Cannabis withdrawal symptoms typically last one to two weeks, though some people experience lingering effects for three weeks or longer. Symptoms usually begin within 24 to 48 hours after your last use, peak around day three, and then gradually fade. About 47% of regular users who try to quit experience withdrawal symptoms significant enough to qualify as cannabis withdrawal syndrome.
The Week-by-Week Timeline
The first day or two after quitting can feel deceptively normal, or you might notice early irritability and restlessness creeping in. By day three, symptoms hit their hardest. This is the point where most people feel the worst and are most tempted to use again. From there, the intensity slowly tapers over the next week to ten days.
For most people, the acute phase wraps up within about two weeks. But if you were a very heavy, long-term user, certain symptoms (especially sleep problems and mood changes) can stretch past three weeks. This extended timeline has a biological basis: the receptors in your brain that THC binds to become less sensitive with chronic use, and different brain regions recover at different speeds. Areas involved in memory and learning take roughly twice as long to return to normal function as areas involved in movement and habit, which helps explain why mental fog and mood symptoms can outlast physical ones.
What Withdrawal Actually Feels Like
Cannabis withdrawal isn’t dangerous, but it can be genuinely uncomfortable. The core symptoms include irritability or anger that feels out of proportion, anxiety or nervousness, trouble sleeping, reduced appetite, restlessness, and depressed mood. Physical symptoms like stomach pain, sweating, headaches, chills, and shakiness can also show up, though they’re usually milder than the psychological effects.

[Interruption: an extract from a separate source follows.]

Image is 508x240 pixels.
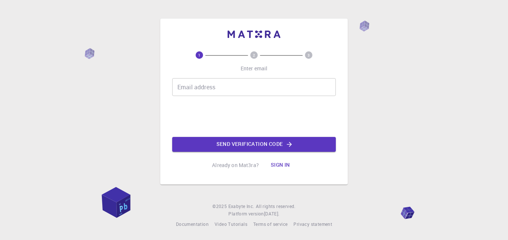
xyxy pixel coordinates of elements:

Sleep disturbances deserve special attention because they’re one of the most disruptive symptoms and one of the most common reasons people relapse. Cannabis suppresses the dreaming stage of sleep. When you stop using, your brain compensates by flooding you with unusually vivid, intense, or bizarre dreams. This “dream rebound” can make sleep feel unrestful even when you’re technically getting enough hours. Sleep problems during early recovery are roughly five times more common than in the general population.
Why Some People Have It Worse
Not everyone who quits cannabis will have withdrawal symptoms. That 47% overall prevalence varies dramatically depending on how heavily you used. Among heavy daily users in treatment settings, the rate climbs to 87%. Among lighter or more casual users in the general population, it drops to about 17%. The pattern is clear: more frequent use and higher consumption levels predict more intense withdrawal.
Several factors influence how rough your experience will be. How often you used matters most, but the potency of what you consumed, how many years you’ve been using, and your individual biology all play a role. People who use multiple times a day for years will generally have a harder and longer withdrawal than someone who smoked a few times a week for a few months.
Post-Acute Symptoms That Linger
Some people notice a second, subtler wave of symptoms after the acute phase ends. This is sometimes called post-acute withdrawal syndrome, and it involves mostly psychological and mood-related effects: low motivation, trouble concentrating, mild anxiety, irritability that comes and goes, or a general feeling of flatness. These symptoms tend to fluctuate rather than stay constant. You might feel fine for a few days, then have a rough stretch, then bounce back again.
This phase can last weeks to months, and in rare cases involving very long-term heavy use, some residual effects persist even longer. The fluctuating nature of these symptoms is important to understand because a sudden bad day two months after quitting doesn’t mean you’re back at square one. It’s a normal part of your brain recalibrating.
Managing Symptoms Day by Day
There’s no shortcut through withdrawal, but you can make the process significantly more tolerable. For cravings, a practical approach is the “three Ds”: delay acting on the craving, distract yourself with an activity, and use deep breathing to ride it out. Cravings behave like waves. They build, peak, and then break on their own, usually within 15 to 30 minutes. Knowing they’re temporary makes them easier to sit with.
For sleep problems, basic sleep hygiene makes a real difference: keep a consistent sleep and wake time, avoid screens before bed, keep your bedroom cool and dark, and don’t nap during the day no matter how tired you are. Exercise during the day helps burn off restlessness and improves sleep quality at night, though it’s best to avoid intense workouts close to bedtime.
Appetite loss is common in the first week. Rather than trying to force full meals, aim for small, light portions spread throughout the day and stay hydrated. Your appetite will return as withdrawal fades. For irritability and agitation, reducing environmental stress helps more than you might expect. A quiet, calm space, avoiding unnecessary conflicts, and identifying your personal triggers (hunger, anger, loneliness, and tiredness are the big four) can keep emotional symptoms from spiraling.
Over-the-counter pain relievers can handle headaches and body aches. Stomach discomfort, nausea, and general achiness are usually mild enough to manage without anything stronger. The most important thing is knowing that the worst of it is concentrated in about the first five to seven days, and each day after the peak on day three gets incrementally easier.